I'm the one who brought up NCAA? YOU were the one who claimed he's not a complete screw-up BECAUSE of his NCAA resume. A) I wasn't referring to his college career when I made the comment that got you so hilariously worked up, and B) If level of competition is no standard, then hell, I could probably coach the men's Olympic team, since I coached my son's U9 team to a district title.
You called him an unqualified "screw-up". Then you for some reason brought the MAC into it. You're comparing liver and pineapples. I'm done.
At least this ends this college coaches as NT coaches nonsense. Seriously, what was next? An indoor coach? Beach soccer coach lol?
Not to open this up again, but gaining success at the national level at a team in a smaller conference makes it more impressive in my eyes. It's easy to recruit and win at a UCLA or a Duke or an Ohio State. The name recruits itself, so the coach can do jack and still pull in great players and get good results. Akron? Not so much. He built that program into a national power, despite the limitations of the situation, and that's nothing to shake a stick at. He plays a tough out of conference schedule and has had success in the tournament. Yeah, it's the NCAA and a lot of folks look down their noses at it, but at the moment it is a still a major part of the soccer world in the United States, especially at the youth level. Still, the U-23 team wasn't made up of college players (even if Porter did stock it with a bunch of ex-Akron stars). Surely there's an MLS coach or assistant who would have taken the job as a foot in the door to get involved with the national team.
He will go work his way up the ladder like anybody else. If Akron continue to succeed he will always have MLS offers. From there, who knows.
Being old enough to watch the 2000 Olympics and this qualifying tournament... Clive Charles did more with less. He was villified, IIRC, because he picked Conor Casey to start every game in Australia and was goal-less. The team in 2000 looked as if it had less skill, but had more heart. That seems to be the problem here this past week in Nashville. A lot of skill, but a lack of true mental toughness. Nowak coached the team in 2008, and got us to China. I had a fun time in Nashville 4 yrs ago, and thankfully, due to $$$ issues I didn't have to witness this failure. Wasn't Arena the US Olympic coach in 1996 but was also hired as DC's coach?
The reality is that either way if that either way he lays low for 2-3 years or he gets into a pro setup and starts seeing whatever vision he has coming to fruition 2-3 years down the line. That happens with pretty any of the "new breed" of coaches in MLS, so to speak. Not to belabor the comparison but it took Kreis about that time to really acclimate into coaching in RSL, Olsen has probably another year to make DC really his, and looking past nationality for a second, Winter up in Toronto in also in the middle of that and Pareja in Colorado has just started. Heaps...eh, Jay has problems.

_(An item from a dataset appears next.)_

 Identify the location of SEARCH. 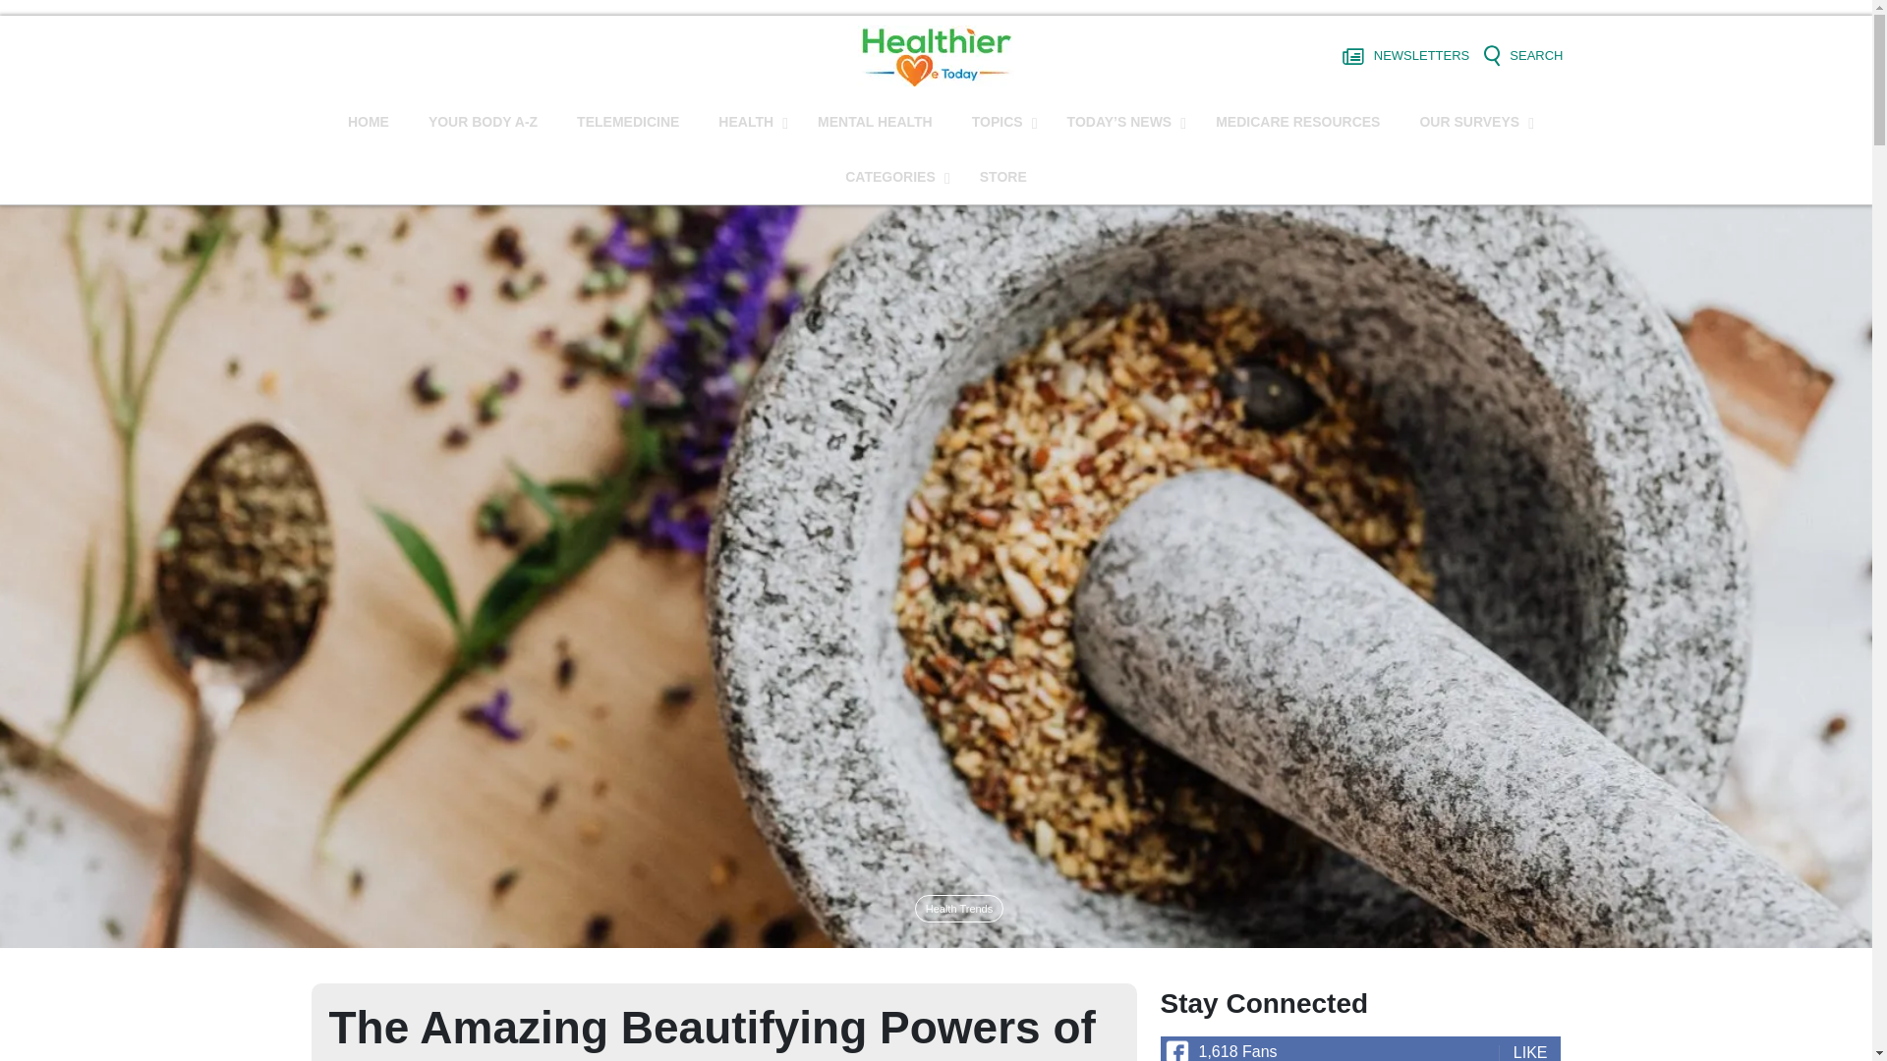
(1522, 56).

Dempsey was at Furman Univ from 2001-2003 which is three years and turned pro at 20 (good move!). He is not a four year college soccer player who turns pro at 22 or 23 which IMHO are the players who keep MLS down.
The players who keep MLS down are the ones who are willing to take 30k a year to play in MLS. Sometimes they turn out to be Tim Ream. That's on MLS not the players.
That team also happened to have three all time top American players (Friedel, Donovan, JOB) plus supporting cast of WC players of Agoos, Wolfe, Hejduk, and Olsen. Howard was a back up keeper. Beasley and Boca didn't make it. Rumors about that being a blue color team were exaggeration. Unfortunately that was our golden generation. We just didn't know it yet. And this team is really low on talent. Mix, Corona, Shea and Adu may end up as marginal MNT players, all defenders are horrible, keepers are very row. The only two who might become MNT starters are Boyd and Agudelo and the later got injured.